Kathy Kelly – President of the Board of World BEYOND War

Kathy Kelly – President of the Board of World BEYOND War

Thank you for inviting me to be part of the Prospects for Peace panel.
Here in the United States, this week, people are remembering the words and actions of the beloved campaigner for human rights and peacemaking, the Rev. Dr. Martin Luther King.
On April 4, 1967, exactly one year before he was assassinated, he delivered his “Beyond Vietnam” speech which carried his lament that “The greatest purveyor of violence in the world today is my own government.” Dr. King decried the Viet Nam war, and since that speech a succession of wars followed, many of which have been waged in West Asia.
Dr. King’s honesty about U.S. war making leads to two words which are crucial for the prospects of peace in West Asia, – two words that should be spoken by my government: “We’re sorry.”
We’re sorry for selling, storing and using hideous weapons which prolonged wars in your region. We’re sorry we caused displacement and bereavement. We’re sorry for wreckage of homes and environments caused by our militarism and our weapons, and we are sorry for torturing and wrongfully imprisoning people who meant us no harm.
Such an apology should then be followed by reparations in the form of reconstruction, assistance in economic recovery with no strings attached, assistance to refugees, and admission of refugees into safer settings in the U.S. and other countries that waged the “forever wars.”
Please watch with me this video filmed at the Doctors Without Borders hospital in Kunduz, Afghanistan after an October 5, 2015 bombing in which a U.S. warplane bombed the hospital at 15 minute intervals for an hour and a half, even though hospital authorities had begged the U.S. and NATO militaries to stop bombing the hospital.

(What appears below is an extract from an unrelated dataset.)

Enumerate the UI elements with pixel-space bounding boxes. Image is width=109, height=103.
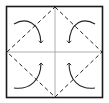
origami-fold-diagram xyxy=(0,0,109,103)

The United States should be held accountable to answer the questions people have when U.S. weapons destroy their homes. The United States should also stop selling weapons that exacerbate wars in West Asia. No more weapons should be sold to Israel for use against Palestinians in Gaza or the West Bank. No more weapons should be sold to any of the countries in the Saudi led alliance imposing a blockade on Yemen and waging war there.
The U.S. should sign and ratify the Treaty for the Prohibition of Nuclear Weapons and urge every country in West Asia, as well as Israel, to sign the treaty.
Prospects for peace in West Asia would be greatly enhanced if the United States would stop military interventions and close its bases. I’m pleased to be president of the board of an organization called World BEYOND War. Here is a video about our online mapping of U.S. bases.
Dr. Martin Luther King urged that we try to see the humanity of our enemy and also try to see how we are seen by our enemy. Wars continue because people are persuaded to dehumanize the “other,” the enemy.
From Arizona to a small Yemeni town, Arhab, we can trace the journey of a weapon manufactured in a Raytheon factory. In September, 2016, people in Arhab faced terrible drought. They took a sensible step and collectively rented a rig to dig for water, but weeks passed and nothing happened. Finally, one day, they reached water and had good reason to celebrate. A man named Fahd sang and danced into the night and then, in the dark, stumbled toward his home. What he and the others with him couldn’t know was that a Saudi warplane hovered above them. When the pilot pressed a button, a bomb about the size of a compact car was released, dangling from a fuse. When the fuse broke, it was as though the bomb came alive. It sprouted fins and then laser guidance hurtled it directly toward the place where Fahd and friends had gathered. When the warhead hit the ground there was an explosion equivalent to 200 tons of TNT. Shards from the bomb flew at a rate eight times the speed of sound. People were decapitated, disemboweled, maimed, their bodies rearranged. Fahd survived, and he told a reporter, Jeffrey Stern, that the next day when villagers went out to see what had happened, Saudi warplanes returned and attacked the villagers. Fahd, sitting next to the reporter, lifted Jeffrey’s hand to his cheekbone and forehead. Jeffrey wrote that he had followed the journey of a U.S. made weapon from Arizona to a final destination embedded in the face of a man who had thought he had something to celebrate.
One way to help ourselves see our common humanity is to acknowledge that the greatest threat we all face is the threat of what we are doing to our own environment. We cannot begin to solve the terrors of ecological collapse and climate catastrophe unless we begin to collaborate, internationally, calling on all of our scientists to jointly seek solutions to climate change, pandemics, and the proliferation of nuclear weapons. We can no longer afford the military solutions that function like, as Dr. King expressed it, a “demonic suction tube,” draining the resources we need for survival.
Among the countries most vulnerable to the consequences of global warming and ecological collapse are some of the poorest countries in West Asia. I think particularly of Afghanistan, Pakistan, Yemen and Gaza. We must find ways to assist people facing the cold winter months and lacking adequate food.
These resources are available if countries end the futility of war, stop degenerate and bloated military spending, and decide to meet the needs of a planet in crisis.